In line with her work on Kodak and its inventor, this set combines two primitive methods for recording image and sound: the polished copper plates covered with a thin layer of silver are similarto the support used for making daguerreotypes, though no image has been recorded. Instead, the plates have been perforated in the same way as a pianola roll.
A great music lover, George Eastman, Kodak's famous foundator, owned an Aeolian mechanical organ and many such rolls. Their shape, as well as the way they are inserted into the piano through a small notch, are in all points similar to the first roll films of Kodak cameras, as if Eastman had been inspired by them to develop this invention, that revolutionized photography.
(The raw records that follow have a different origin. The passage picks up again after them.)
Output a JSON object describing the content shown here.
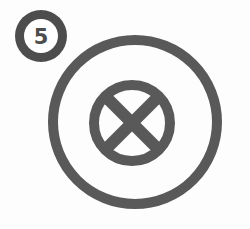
{
  "figure": {
    "badge": {
      "number": "5",
      "shape": "circle",
      "center_x": 41,
      "center_y": 36,
      "outer_radius": 26,
      "ring_width": 9,
      "color": "#4d4d4d",
      "fill": "#ffffff"
    },
    "outer_circle": {
      "center_x": 135,
      "center_y": 122,
      "radius": 82,
      "stroke_width": 10,
      "color": "#595959"
    },
    "inner_circle": {
      "center_x": 132,
      "center_y": 123,
      "radius": 38,
      "stroke_width": 10,
      "color": "#595959"
    },
    "cross": {
      "type": "diagonal-x",
      "center_x": 132,
      "center_y": 123,
      "arm_length": 38,
      "stroke_width": 12,
      "color": "#595959"
    },
    "colors": {
      "stroke": "#595959",
      "badge_stroke": "#4d4d4d",
      "background": "#fdfdfd",
      "white": "#ffffff"
    }
  }
}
Another inovation from the late 19th century, the Pianola rolls were the first supports to be mass-
produced to facilitate the quick and easy diffusion of music. They are the forerunners of the MIDI digital files we know today. While the perforations are analog signals, it is nonetheless impossible to reconstruct any semblance of a melody based on this visual information. Unlike the daguerreotypes that were once called Mirrors with Memory – these works confront us with oblivion and the inexorable loss of understanding of data produced by recording technologies that very rapidly become obsolete.
In a final act of reappropriation, I placed a player piano in the centre of the gallery, another playful reference to the Aeolian mechanical organ found in George Eastman's home. The musical notes that emerge from it are those of the original soundtrack of the film A Place in the Sun (which tells the story of another George Eastman!), composed by Franz Waxman and retranscribed on a pianola roll from a MIDI file.